Following other studies that look at culture change, explains Ogihara, the researchers were looking for changes of at least 0.10% a year. In Moriyoshi, Akita Prefecture, the number of uncommon names rose by an average of 0.37% annually from 1979 to 2004, while in Kota, Aichi Prefecture, they rose about 0.10% per year over 25 years.

This was consistent with Ogihara’s previous research. In a 2015 study, instead of looking at unique baby names, Ogihara looked at the most common ones.

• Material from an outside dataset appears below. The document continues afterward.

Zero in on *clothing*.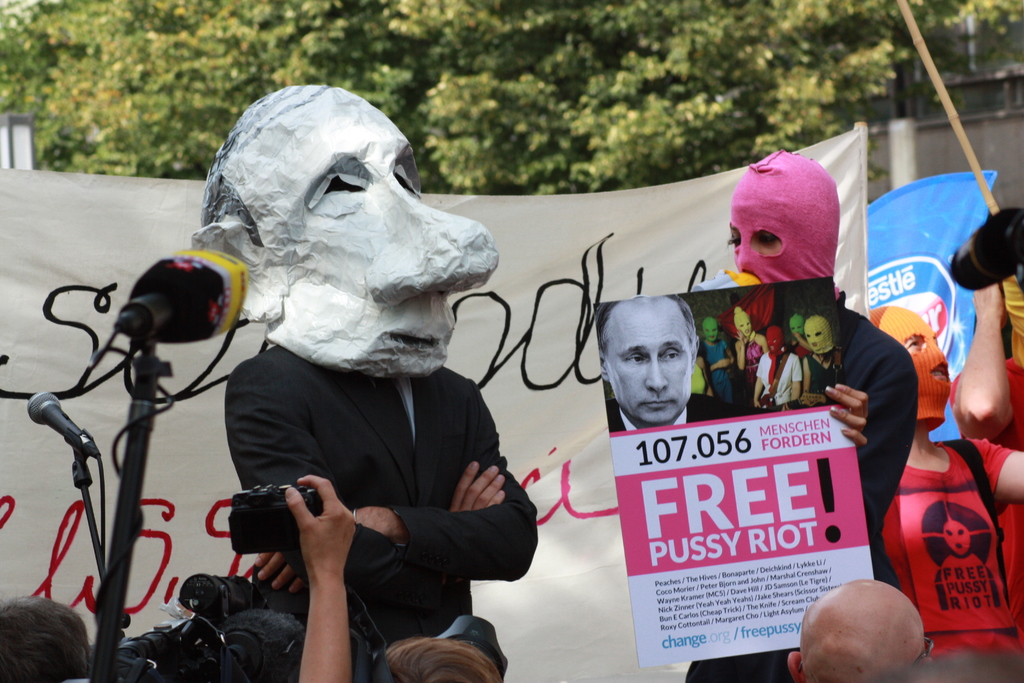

He found that over about 10 years, the rates of the 10 most popular name pronunciations decreased, which he says implies a rise in unique ones.

The researchers looked at two countrywide datasets: one from Benesse Corporation, which collected about 40,000 baby names annually from its customers from 2005 to 2013, and one from Meiji Yasuda Life Insurance, which collected about 8,000 annually over roughly the same period. These companies publish lists of the most popular baby name rankings, and from each Ogihara looked at the top 10.

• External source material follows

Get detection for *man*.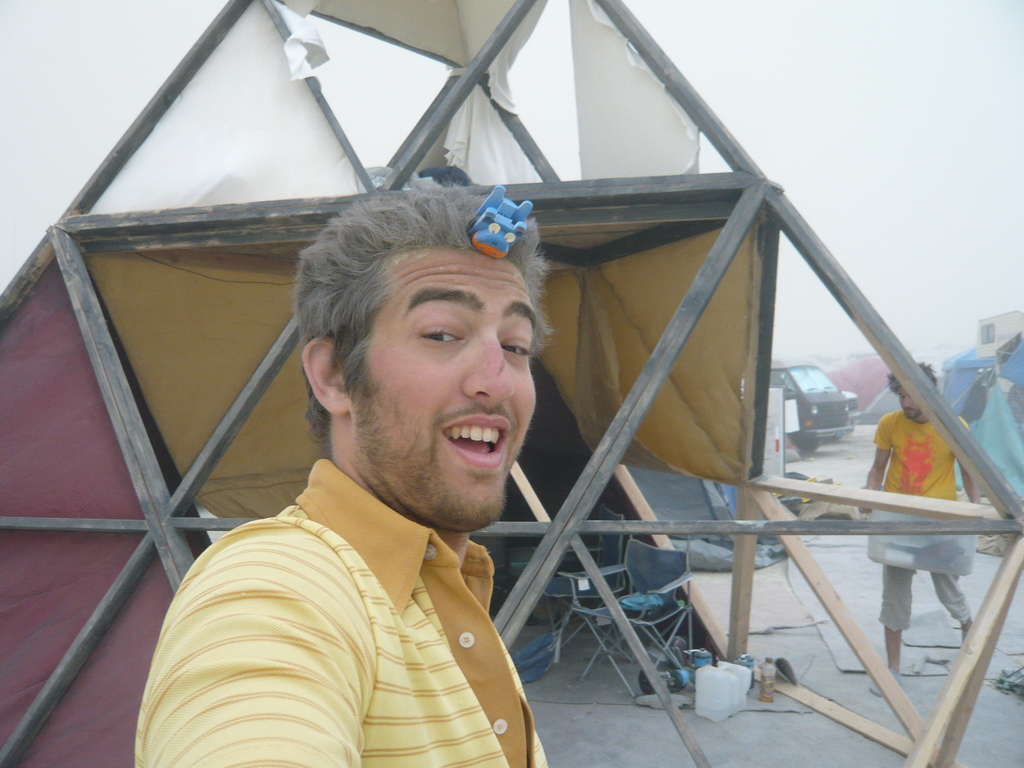
Detection: [left=124, top=163, right=556, bottom=767].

He saw similar changes in the two datasets: The rate of parents giving their babies the most common combinations of kanji — that is, two or more written characters together — remained largely unchanged. But when it came to pronunciation, even controlling for gross domestic product per capita and birth rate, there was a “sufficiently large” decrease in the most common names (though the study notes that in the Meiji Yasuda dataset, the change wasn’t present in female baby names).

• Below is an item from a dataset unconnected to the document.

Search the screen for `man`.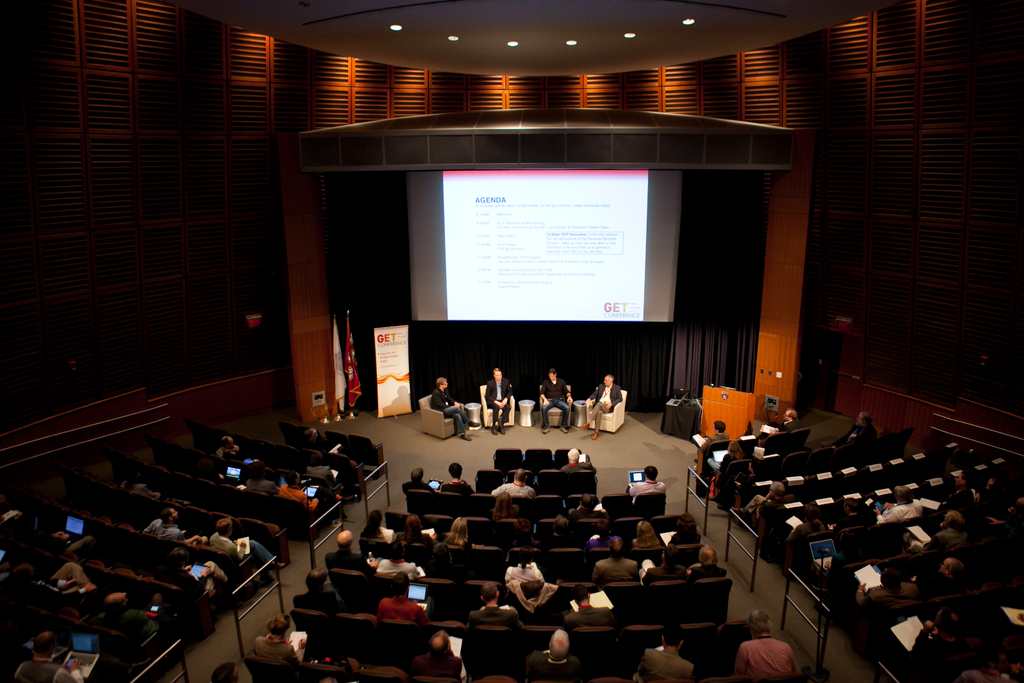
Found at (left=733, top=607, right=803, bottom=680).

People choose names for all kinds of personal reasons, so they make for a difficult area of study. And unlike in the United States or China, where baby names are systematically collected in a database by the federal government, names in Japan have to be collected manually, and only when they’re provided at the local government level or compiled by private companies, for example. As such, Ogihara and his team were limited to the years they could find consistent data.

What exactly makes a name unique or uncommon? Unusual spellings, for one, like in the case of a name that first appeared in the U.S. in 2018: Camreigh, a new spelling of the existing Camry. The same year saw the new names Riverleigh, Lakeleigh and Kayzleigh.

But in Japan, what constitutes an unusual name is less straightforward, so it makes for a rich area of exploration and debate. Parents might pick single kanji that are rare, or they might combine two relatively common kanji that don’t usually appear together. Instead of giving a baby the name 悠真 (Yuuma), for example, parents could choose 悠眞, swapping out 真 for the older style of writing the same kanji.

But there aren’t that many options for unusual written names since the federal government maintains a list of approximately 3,000 characters that parents are required to pick from. (This is not unique to Japan; Hungary and Denmark, among other countries, also keep preapproved lists.)
As a result, the ripest potential for unique names lies in the pronunciation, which the government doesn’t restrict.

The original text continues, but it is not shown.